Wherein the investigators continue their interviews, and visit the house.
Day 2
While driving to Baltimore to visit the Macario children, Rachel dozed off at the wheel, and crashed through a farmland fence. She was roughed up the most, but nobody else seemed to even notice the damage.
All four of the investigators showed up in the morning on the doorstep of the Macario children’s guardians. When the caretaker came to the door, she immediately was suspicious of Adams and St. John, and refused to speak any further. When Rachel returned alone she was able to win over the woman, and she was able to speak with the kids.
The kids explained how when their dad got hurt falling down the stairs, he was alone in the house a lot. After a few months without leaving the house, he became deliriously ill. They said that they had often heard him speaking to someone in the basement, and would spend a lot of time down there, but their mother wouldn’t allow them to go down there to see him. They think they know who he was talking to, as a man with “bright eyes” would often look at them in their beds at night. The children became quite fond of Rachel in their short interview, and the children’s caretaker, their father’s cousin, invites Rachel to come back any time, as she seems to have cheered the kids up.
Returning to Miskatonic, the group decides to give the Chapel of Contemplation a glance. The chapel is in terrible shape and overgrown with foliage, but Jane, sweeping aside some of the brush finds a symbol.
Adams and Jane both found themselves unnerved by the chapel, and left to go drown their unease in booze at a local bar. St. John and Rachel both stayed to investigate the chapel further, and stumbled across a weakened spot on the premises, and collapsed into what looked like a large underground meeting room. The fall knocked St. John unconscious, and after reviving him, the two stumbled across two bodies in old silk robes with the same one-eyed symbol on them. Clutched in one of their hands is a molded book that appears to St. John to be in Latin, although they cannot make out any words in the book itself. Taking the book with them, the two scrambled out of the pit and met back up at the bar with Adams and Lady Jane.
Now knowing the fate of the family, the investigators turned to the house to determine if it was still fit to live in. Located downtown, it was the last house on a block filled with commercial buildings. The windows had been nailed shut and new locks recently added to the doors. Using the keys the landlord gave them, all four investigators enter the house and began to poke around.
The first few rooms the investigators came across were empty, and obviously abandoned in haste, the dining room had molding plates of food, and the pantry even worse. It became evident that no one had returned to the house since the Macario couple had been committed to Roxbury.
The living room was as any normal living room, except for a painting on the wall. Looking directly at it seemed to make the investigators dizzy, and the images seemed to change shape and composition every time they blinked or looked away.
While pawing through the leavings of the Macarios, Jane and Rachel stumbled across three densely scrawled books with the name W. Corbitt inscribed in the inside jackets of each. While examining the books, their friends Adams and St. John started to hear a tapping in the house, and began investigating where it may be coming from. The nearer they drew to the stairs at the end of the hall, the louder the tapping grew. The tapping echoed from the stairwells both leading up and down, so Adams and St. John, wary of being separated, called Jane and Rachel over to the stairwell, and together walked upstairs, the tapping becoming louder thumps with every step.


▶ **DIRECTIONS FOR THIS TASK**
Exactly as they appear, retype the lines from the one containing "Locate human face on screen." through the final line of the data below. Leave pictures out.

▶ **PROVIDED RECORDS**
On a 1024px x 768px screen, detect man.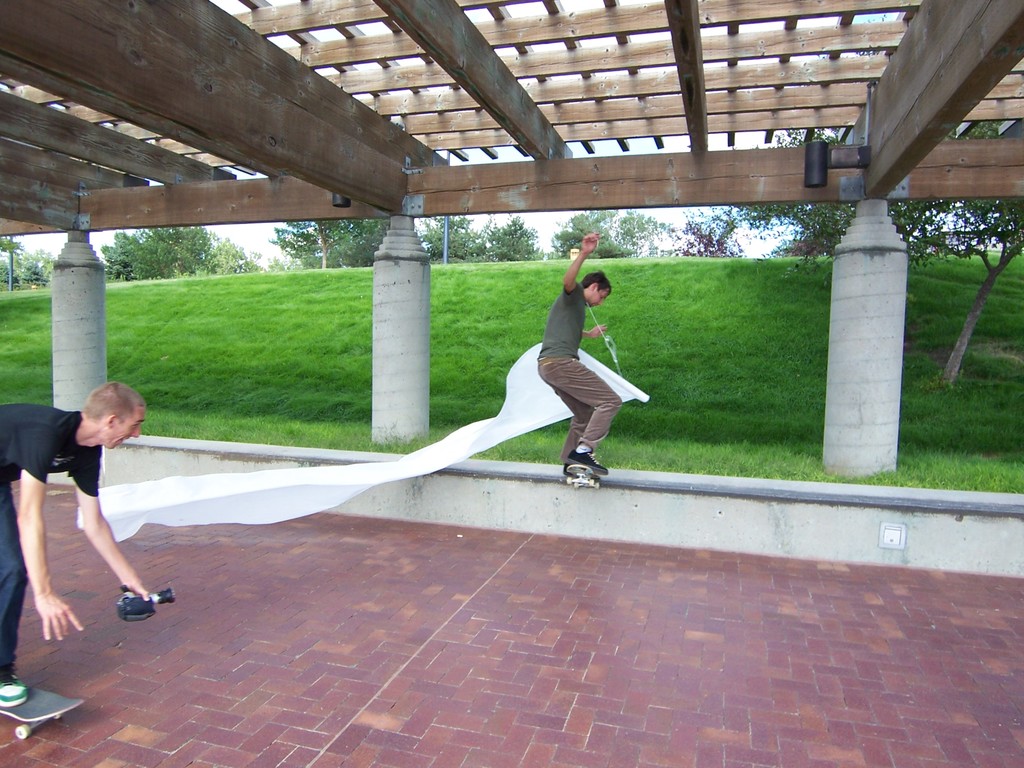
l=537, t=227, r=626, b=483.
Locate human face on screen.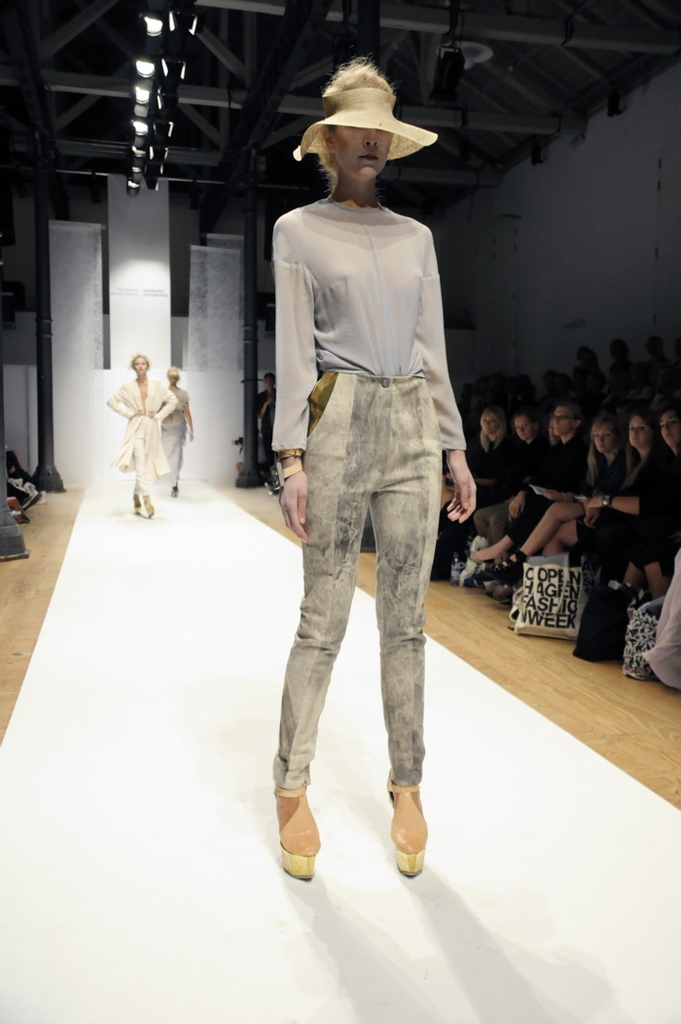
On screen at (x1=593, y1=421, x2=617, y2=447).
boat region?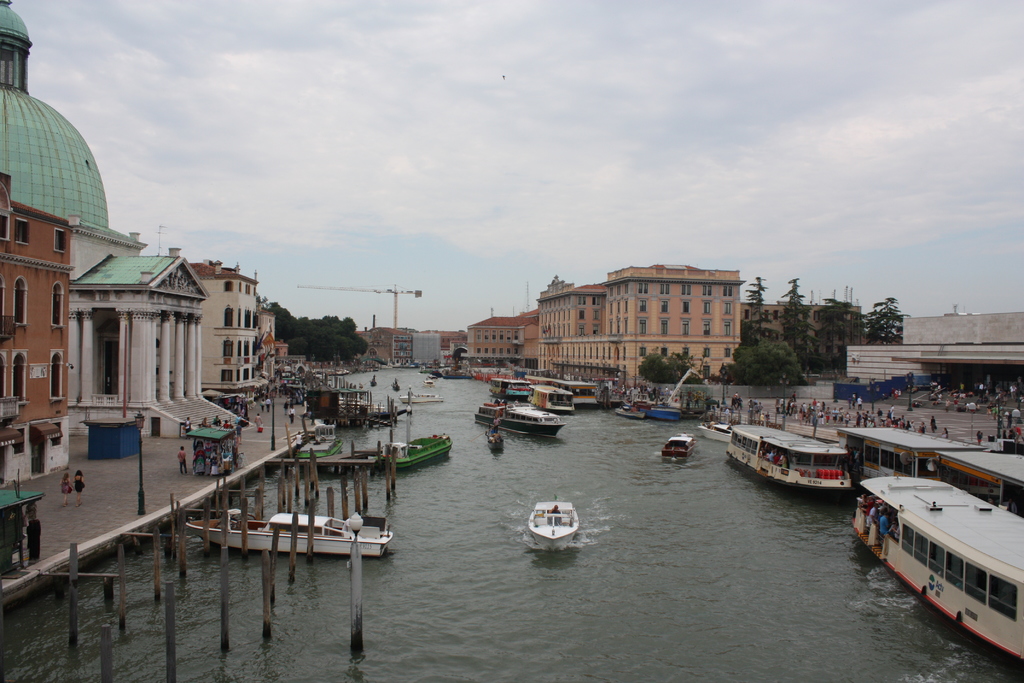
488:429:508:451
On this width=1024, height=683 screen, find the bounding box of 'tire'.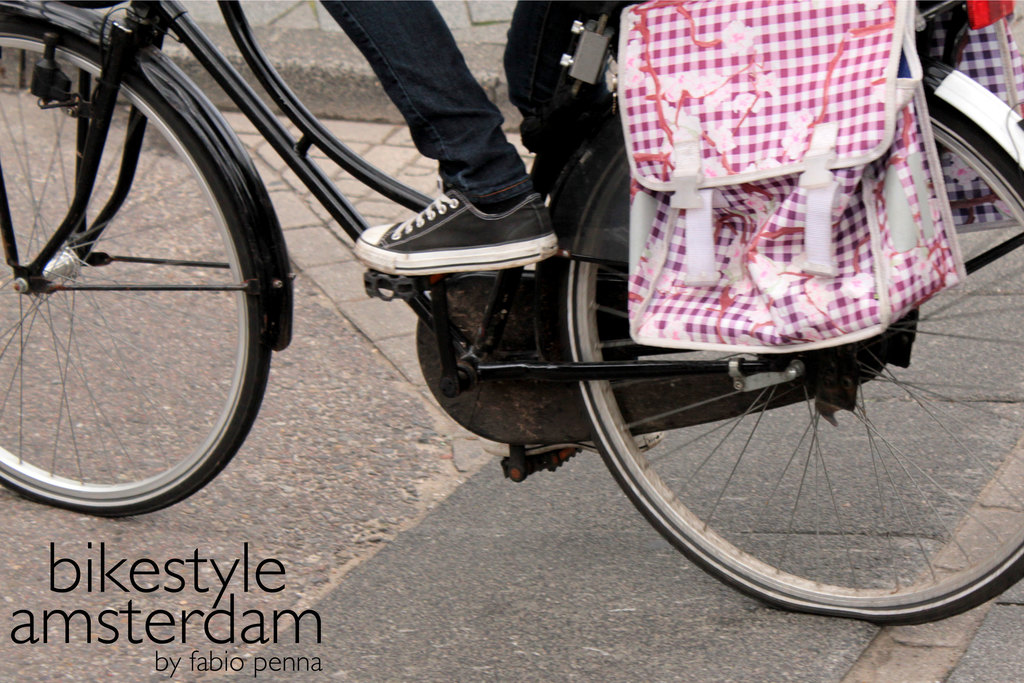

▶ **EXERCISE RESPONSE**
Locate human face on screen.
On screen at (x1=593, y1=421, x2=617, y2=447).
boat region?
488:429:508:451
On this width=1024, height=683 screen, find the bounding box of 'tire'.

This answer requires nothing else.